LIFE & STYLE

Slow Order: How To Ditch Your To-Do List And Get More Done

By Cindy Dampier
Chicago Tribune

WWR Article Summary (tl;dr) Psychologist and author Stephanie Sarkis says that when it comes to the to-do list, you need to learn to think small. “Big goals are stressful for the brain,” says Sarkis. “It’s much less stress for the brain if you give it a small task with a reward than if you give it a big task.” In other words, ditch those big-ticket to-do lists.

Chicago Tribune

It’s January, the National Month of Feeling Bad About Yourself. I know this, because holiday decorations, which have been spreading cheer and those parasitic glitter specks since October, have now given way to new, seasonally appropriate displays, like racks of athletic shoes (hey, what happened to those cozy slippers?!) and self-help books (should you ignite your life, stop denying your greatness, or jump on the Swedish death-cleaning bandwagon?)

As is my annual custom, I reject the self-help of others. Instead, I make a to-do list.

If you follow the hallowed tradition of the New Year’s to-do list, I salute you in the spirit of this season.

Because, basically, there is no quicker path to the heart of January despair than that little yellow Post-it full of Big Things we need to get done.

My lists will be decorating my desk, my kitchen counter and occasionally the fridge all season long, cheerfully taunting me about all that I am not getting done as I race past on the way to do something else. Some of them will slowly slink away into notebooks and pockets and other places where I will discover them, months later, with a nostalgic rush of pure panic. No, I still haven’t reconfigured my kitchen storage. Or dealt with the years of photos on my phone/computer.

As celebratory as all this sounds, I’m willing to admit that there might be a better way. Which is why I called up Stephanie Sarkis, a psychologist and author who has written about something called the Zeigarnik effect.

Named after a Soviet psychologist who got inspired while sitting around in a cafe (she was intrigued by her waiter’s ability to remember a long list of orders), the Zeigarnik effect notes that we remember interrupted tasks much more clearly and urgently than we recall completed ones. Those unfinished tasks take up a lot of space in our heads, like an itch that our brains just can’t scratch.

“Our brains need closure,” says Sarkis. “We need to wrap things up, we crave completion.” Thus, the anxiety that sets in when we realize that we still haven’t crossed “Foster new healthy relationship with co-workers” or “Clean out the closet” off our lists.

As any self-help book worth its future spot on the Salvation Army shelves will tell you, you’re doing it wrong.

When it comes to the to-do list, you need to learn to think small. “Big goals are stressful for the brain,” says Sarkis. “It’s much less stress for the brain if you give it a small task with a reward than if you give it a big task.” In other words, ditch those big-ticket to-do lists. Quick, before they clog up your completion-craving brain. “If you’re a goal-driven person,” Sarkis says, “it’s kind of a paradigm shift.”

Stay with us here: We’re not saying you can’t have goals. Instead, just replace those big projects with bite-size, specific tasks. Goals sliced as thin as a low-cal potato chip.

“Every time you finish a task,” says Sarkis, “you get a little dose of dopamine, and then your brain is like, ‘OK, great, that felt good. Let’s do that again.’ And you actually get a lot more accomplished.” So, instead of “sell the house and move to New Zealand,” your task might be “call my brother-in-law and ask for the name of his Realtor.”

Surprisingly, even the smallest concrete action will move you toward that big goal faster than guilt and emotional paralysis. Next thing you know, you’ll be celebrating Christmas in the summertime and showing off your American accent.

This works even if your goals are life-changing in a less obvious way. Like cleaning up the closet.

This, in fact, is my favorite example of the January-beating, new, radically lackadaisical path to getting things done.

Here’s how it works: Get a paper grocery bag, and set it on the floor of your closet. Each day, when you’re standing there, noticing that blouse that makes you feel ugly or that too-small pair of pants leering at you judgmentally, grab that offending item and drop it in the bag. Then walk away. In a couple of days, the bag will be full. Take it to your car or the garage, on its way to be donated to a charity of your choice. Stop to enjoy the micro-dose of dopamine coursing through your brain. Get another empty bag, and repeat.

Do not waste brain power thinking about cleaning up your closet. Do not tell people you are cleaning out your closet. Do not write “clean closet” on a Post-it. One day soon, you will look up and discover … your closet is cleaned out. (Insert dopamine here.) And once you have the system down, you’ll realize that you could literally do … anything. Including celebrating January in a whole new way.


§ **Work request**
Copy the entries exactly, leaving out nothing.

§ **Supplied material**
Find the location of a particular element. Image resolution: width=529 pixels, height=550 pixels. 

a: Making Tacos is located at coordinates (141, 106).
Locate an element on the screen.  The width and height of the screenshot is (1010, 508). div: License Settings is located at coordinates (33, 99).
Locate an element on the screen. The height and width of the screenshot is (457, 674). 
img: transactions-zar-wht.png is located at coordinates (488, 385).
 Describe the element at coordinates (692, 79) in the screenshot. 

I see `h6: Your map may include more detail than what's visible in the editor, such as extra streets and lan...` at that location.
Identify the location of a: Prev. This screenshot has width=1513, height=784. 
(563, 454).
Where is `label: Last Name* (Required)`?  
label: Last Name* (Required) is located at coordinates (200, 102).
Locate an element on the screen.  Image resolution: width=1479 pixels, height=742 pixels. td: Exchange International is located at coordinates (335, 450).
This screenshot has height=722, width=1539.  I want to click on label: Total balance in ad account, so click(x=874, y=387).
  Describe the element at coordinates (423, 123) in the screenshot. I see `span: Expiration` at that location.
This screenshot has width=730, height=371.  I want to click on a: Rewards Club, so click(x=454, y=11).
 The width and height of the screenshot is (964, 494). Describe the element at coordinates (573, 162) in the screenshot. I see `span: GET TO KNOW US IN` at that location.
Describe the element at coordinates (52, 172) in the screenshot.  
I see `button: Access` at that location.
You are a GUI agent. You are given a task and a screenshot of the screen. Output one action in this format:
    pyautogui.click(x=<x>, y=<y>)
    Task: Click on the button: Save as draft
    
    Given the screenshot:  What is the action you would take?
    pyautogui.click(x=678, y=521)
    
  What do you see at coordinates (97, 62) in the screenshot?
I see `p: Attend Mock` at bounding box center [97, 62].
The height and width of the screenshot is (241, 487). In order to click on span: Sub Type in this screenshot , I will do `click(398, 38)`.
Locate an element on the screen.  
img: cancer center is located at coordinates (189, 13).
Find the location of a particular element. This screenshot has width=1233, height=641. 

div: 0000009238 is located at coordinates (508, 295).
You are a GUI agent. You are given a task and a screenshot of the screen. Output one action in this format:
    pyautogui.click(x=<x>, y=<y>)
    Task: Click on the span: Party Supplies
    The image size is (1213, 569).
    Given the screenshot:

§ **Completed task**
Find the location of a particular element. Image resolution: width=529 pixels, height=550 pixels. 

a: Making Tacos is located at coordinates (141, 106).
Locate an element on the screen.  The width and height of the screenshot is (1010, 508). div: License Settings is located at coordinates (33, 99).
Locate an element on the screen. The height and width of the screenshot is (457, 674). 
img: transactions-zar-wht.png is located at coordinates (488, 385).
 Describe the element at coordinates (692, 79) in the screenshot. 

I see `h6: Your map may include more detail than what's visible in the editor, such as extra streets and lan...` at that location.
Identify the location of a: Prev. This screenshot has width=1513, height=784. 
(563, 454).
Where is `label: Last Name* (Required)`?  
label: Last Name* (Required) is located at coordinates (200, 102).
Locate an element on the screen.  Image resolution: width=1479 pixels, height=742 pixels. td: Exchange International is located at coordinates (335, 450).
This screenshot has height=722, width=1539.  I want to click on label: Total balance in ad account, so click(x=874, y=387).
  Describe the element at coordinates (423, 123) in the screenshot. I see `span: Expiration` at that location.
This screenshot has width=730, height=371.  I want to click on a: Rewards Club, so click(x=454, y=11).
 The width and height of the screenshot is (964, 494). Describe the element at coordinates (573, 162) in the screenshot. I see `span: GET TO KNOW US IN` at that location.
Describe the element at coordinates (52, 172) in the screenshot.  
I see `button: Access` at that location.
You are a GUI agent. You are given a task and a screenshot of the screen. Output one action in this format:
    pyautogui.click(x=<x>, y=<y>)
    Task: Click on the button: Save as draft
    
    Given the screenshot:  What is the action you would take?
    pyautogui.click(x=678, y=521)
    
  What do you see at coordinates (97, 62) in the screenshot?
I see `p: Attend Mock` at bounding box center [97, 62].
The height and width of the screenshot is (241, 487). In order to click on span: Sub Type in this screenshot , I will do `click(398, 38)`.
Locate an element on the screen.  
img: cancer center is located at coordinates (189, 13).
Find the location of a particular element. This screenshot has width=1233, height=641. 

div: 0000009238 is located at coordinates (508, 295).
You are a GUI agent. You are given a task and a screenshot of the screen. Output one action in this format:
    pyautogui.click(x=<x>, y=<y>)
    Task: Click on the span: Party Supplies
    The image size is (1213, 569).
    Given the screenshot:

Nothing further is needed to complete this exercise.